◆ **Your instructions**
Below is a listing; reproduce each line of it exactly.

◆ **Records shown**
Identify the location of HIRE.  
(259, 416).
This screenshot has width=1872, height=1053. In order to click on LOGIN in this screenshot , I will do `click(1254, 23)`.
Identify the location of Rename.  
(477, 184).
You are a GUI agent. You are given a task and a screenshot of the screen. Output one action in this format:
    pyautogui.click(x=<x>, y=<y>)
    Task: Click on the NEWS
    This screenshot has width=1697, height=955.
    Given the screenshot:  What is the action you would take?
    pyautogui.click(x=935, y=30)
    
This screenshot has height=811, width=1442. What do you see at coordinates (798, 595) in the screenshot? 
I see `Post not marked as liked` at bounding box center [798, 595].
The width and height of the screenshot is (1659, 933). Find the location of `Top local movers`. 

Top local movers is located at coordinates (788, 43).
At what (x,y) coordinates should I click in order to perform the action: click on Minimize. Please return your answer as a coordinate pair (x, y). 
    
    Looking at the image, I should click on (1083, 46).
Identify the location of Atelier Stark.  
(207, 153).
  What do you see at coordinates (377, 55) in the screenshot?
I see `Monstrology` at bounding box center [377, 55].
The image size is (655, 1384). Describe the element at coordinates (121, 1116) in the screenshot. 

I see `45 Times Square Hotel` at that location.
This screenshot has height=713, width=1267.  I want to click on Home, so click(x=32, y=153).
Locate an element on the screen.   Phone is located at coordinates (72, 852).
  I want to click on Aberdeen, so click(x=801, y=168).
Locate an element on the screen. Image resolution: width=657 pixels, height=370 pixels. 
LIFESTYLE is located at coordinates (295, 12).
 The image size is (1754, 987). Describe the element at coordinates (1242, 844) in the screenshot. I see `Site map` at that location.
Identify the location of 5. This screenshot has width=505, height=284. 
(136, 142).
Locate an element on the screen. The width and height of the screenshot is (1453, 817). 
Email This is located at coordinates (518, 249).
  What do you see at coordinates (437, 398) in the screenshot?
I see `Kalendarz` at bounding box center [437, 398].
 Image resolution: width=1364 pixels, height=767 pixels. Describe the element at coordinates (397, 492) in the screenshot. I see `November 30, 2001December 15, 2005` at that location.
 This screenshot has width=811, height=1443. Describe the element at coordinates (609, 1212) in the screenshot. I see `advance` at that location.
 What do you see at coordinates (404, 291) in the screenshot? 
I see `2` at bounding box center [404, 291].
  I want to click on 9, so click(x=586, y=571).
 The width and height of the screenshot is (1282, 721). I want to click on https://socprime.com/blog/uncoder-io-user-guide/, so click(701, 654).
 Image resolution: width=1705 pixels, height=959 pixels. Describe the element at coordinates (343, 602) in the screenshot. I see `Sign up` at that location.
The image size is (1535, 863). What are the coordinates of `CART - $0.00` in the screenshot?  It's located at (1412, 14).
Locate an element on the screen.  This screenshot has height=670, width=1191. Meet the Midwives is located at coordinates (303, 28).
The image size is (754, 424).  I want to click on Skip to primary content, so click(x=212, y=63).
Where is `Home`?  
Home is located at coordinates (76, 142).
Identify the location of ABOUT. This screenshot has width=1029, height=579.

◆ **Exercise answer**
Identify the location of HIRE.  
(259, 416).
This screenshot has width=1872, height=1053. In order to click on LOGIN in this screenshot , I will do `click(1254, 23)`.
Identify the location of Rename.  
(477, 184).
You are a GUI agent. You are given a task and a screenshot of the screen. Output one action in this format:
    pyautogui.click(x=<x>, y=<y>)
    Task: Click on the NEWS
    This screenshot has width=1697, height=955.
    Given the screenshot:  What is the action you would take?
    pyautogui.click(x=935, y=30)
    
This screenshot has height=811, width=1442. What do you see at coordinates (798, 595) in the screenshot? 
I see `Post not marked as liked` at bounding box center [798, 595].
The width and height of the screenshot is (1659, 933). Find the location of `Top local movers`. 

Top local movers is located at coordinates (788, 43).
At what (x,y) coordinates should I click in order to perform the action: click on Minimize. Please return your answer as a coordinate pair (x, y). 
    
    Looking at the image, I should click on (1083, 46).
Identify the location of Atelier Stark.  
(207, 153).
  What do you see at coordinates (377, 55) in the screenshot?
I see `Monstrology` at bounding box center [377, 55].
The image size is (655, 1384). Describe the element at coordinates (121, 1116) in the screenshot. 

I see `45 Times Square Hotel` at that location.
This screenshot has height=713, width=1267.  I want to click on Home, so click(x=32, y=153).
Locate an element on the screen.   Phone is located at coordinates (72, 852).
  I want to click on Aberdeen, so click(x=801, y=168).
Locate an element on the screen. Image resolution: width=657 pixels, height=370 pixels. 
LIFESTYLE is located at coordinates (295, 12).
 The image size is (1754, 987). Describe the element at coordinates (1242, 844) in the screenshot. I see `Site map` at that location.
Identify the location of 5. This screenshot has width=505, height=284. 
(136, 142).
Locate an element on the screen. The width and height of the screenshot is (1453, 817). 
Email This is located at coordinates (518, 249).
  What do you see at coordinates (437, 398) in the screenshot?
I see `Kalendarz` at bounding box center [437, 398].
 Image resolution: width=1364 pixels, height=767 pixels. Describe the element at coordinates (397, 492) in the screenshot. I see `November 30, 2001December 15, 2005` at that location.
 This screenshot has width=811, height=1443. Describe the element at coordinates (609, 1212) in the screenshot. I see `advance` at that location.
 What do you see at coordinates (404, 291) in the screenshot? 
I see `2` at bounding box center [404, 291].
  I want to click on 9, so click(x=586, y=571).
 The width and height of the screenshot is (1282, 721). I want to click on https://socprime.com/blog/uncoder-io-user-guide/, so click(701, 654).
 Image resolution: width=1705 pixels, height=959 pixels. Describe the element at coordinates (343, 602) in the screenshot. I see `Sign up` at that location.
The image size is (1535, 863). What are the coordinates of `CART - $0.00` in the screenshot?  It's located at (1412, 14).
Locate an element on the screen.  This screenshot has height=670, width=1191. Meet the Midwives is located at coordinates (303, 28).
The image size is (754, 424).  I want to click on Skip to primary content, so click(x=212, y=63).
Where is `Home`?  
Home is located at coordinates (76, 142).
Identify the location of ABOUT. This screenshot has width=1029, height=579.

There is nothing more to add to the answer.